Since the great famine of the mid 1990s, conceptions that North Korea closely resembles a Stalinist, rigidly communist country have been shown to be increasingly off-the-mark. Today the socialist utopia – if there ever was one – is certainly no more in North Korea. That's because the famine (or 'Arduous March') marked a major turning point for many North Koreans, who witnessed the near collapse of the once reliable Public Distribution System (PDS) and subsequent disappearance of the majority of their rations.
With the state unable to provide food, ordinary citizens had no choice but to start engaging in market activities to survive. If they didn't, they might starve. Some in the border areas begun to conduct risky but profitable trading trips to China, while others resorted to selling herbs, painstakingly collected from the increasingly bare hills.

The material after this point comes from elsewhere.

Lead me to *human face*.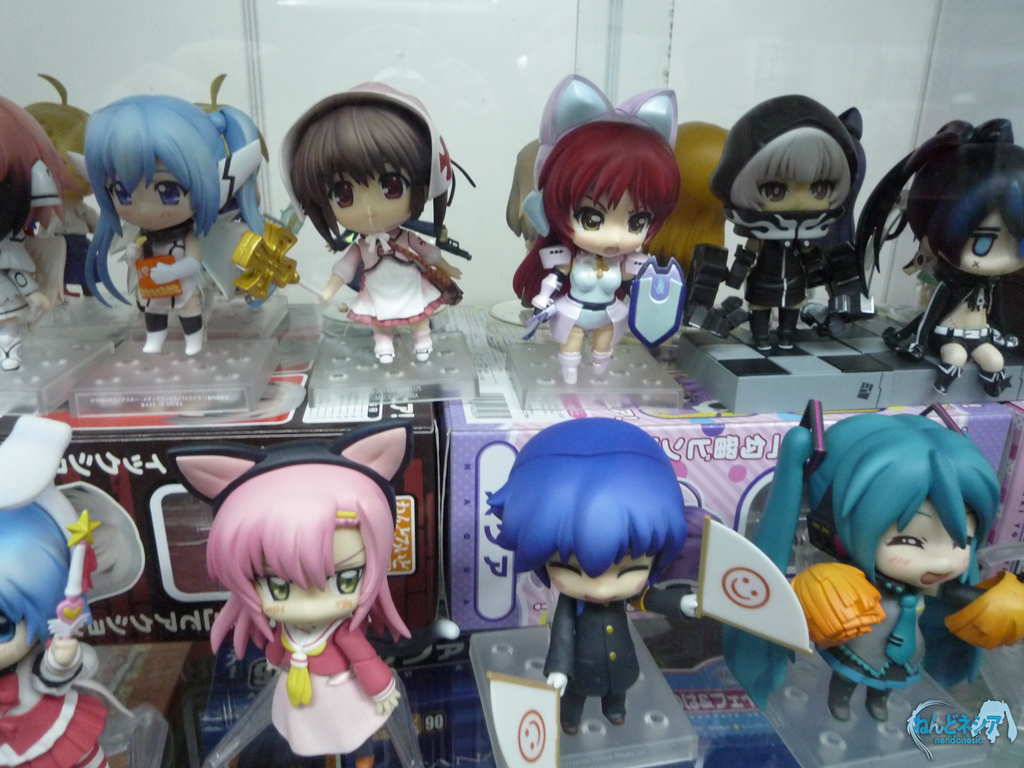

And with that, business and market activities had entered the North Korean psyche at large by the early 2000s.
Since the great famine of the mid 1990s, conceptions that North Korea closely resembles a Stalinist, rigidly communist country have been shown to be increasingly off-the-mark. Today the socialist utopia – if there ever was one – is certainly no more in North Korea. That's because the famine (or 'Arduous March') marked a major turning point for many North Koreans, who witnessed the near collapse of the once reliable Public Distribution System (PDS) and subsequent disappearance of the majority of their rations.
With the state unable to provide food, ordinary citizens had no choice but to start engaging in market activities to survive. If they didn't, they might starve. Some in the border areas begun to conduct risky but profitable trading trips to China, while others resorted to selling herbs, painstakingly collected from the increasingly bare hills. And with that, business and market activities had entered the North Korean psyche at large by the early 2000s.